As part of our 50th birthday celebrations we have been asking ASORC members to reflect on their experiences. This newsletter we are delighted to bring you a reflection from Karishma Chandiramini.
I still remember starting as a Rehabilitation Consultant in 2003. At the time, I didn’t fully realise that I was stepping into a profession that would shape not only my career, but also the way I see people, resilience, and human potential.
What drew me to rehabilitation counselling was simple - people. I have always been deeply curious about human behaviour, recovery, and what helps someone rebuild their confidence after life changes unexpectedly. Over the years, I have worked with people navigating injury, disability, trauma, workplace challenges, mental health concerns, and major life transitions. What has stayed constant is this: people want to feel seen, heard, and capable again.
Rehabilitation Counsellors play a unique role in helping people reconnect with themselves, their goals, and their future. We often meet people during some of the most difficult moments of their lives. Sometimes they feel overwhelmed, stuck, frightened, or uncertain about what comes next. Our role is not simply to “return someone to work.” It is to walk alongside them as they rediscover purpose, identity, confidence, and hope.
Over the past two decades, I have had the privilege of working across rehabilitation, community services, allied health leadership, and operational management. I have led teams, built services, developed referral networks, implemented governance frameworks, and supported organisational growth. While I am proud of the business outcomes and leadership achievements throughout my career, the moments that stay with me most are always human moments.
It is the client who believed their career was over after an injury, then returned to meaningful work with renewed confidence. It is the team member who felt burnt out and unsupported, but through coaching rediscovered their passion for helping others. It is the quiet victories that happen every day - the first phone call answered with hope instead of fear, the client who begins advocating for themselves again, or the moment someone realises they are more than their diagnosis or circumstance.
What keeps me in this profession after all these years is the impact. Rehabilitation counselling changes lives in ways that are often invisible to the public, yet deeply transformational for the people we support. We help people move from surviving to rebuilding. We create bridges between health, work, identity, and community. We advocate, coach, guide, mediate, and empower.

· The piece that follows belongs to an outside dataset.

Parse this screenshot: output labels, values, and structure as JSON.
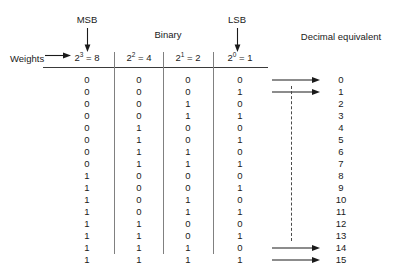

As our profession celebrates 50 years, I believe visibility has never been more important. Rehabilitation Counsellors bring together empathy, strategy, clinical skill, and practical problem-solving in a way few professions do. We are adaptable, people-focused, and future-focused. In a world where mental health, workplace wellbeing, disability inclusion, and recovery are more important than ever, our work matters deeply.
After more than 20 years in this profession, I can honestly say rehabilitation counselling has taught me as much about humanity as it has about leadership. It continues to remind me that even in the hardest moments, people are incredibly capable of growth, change, and transformation - especially when someone believes in them.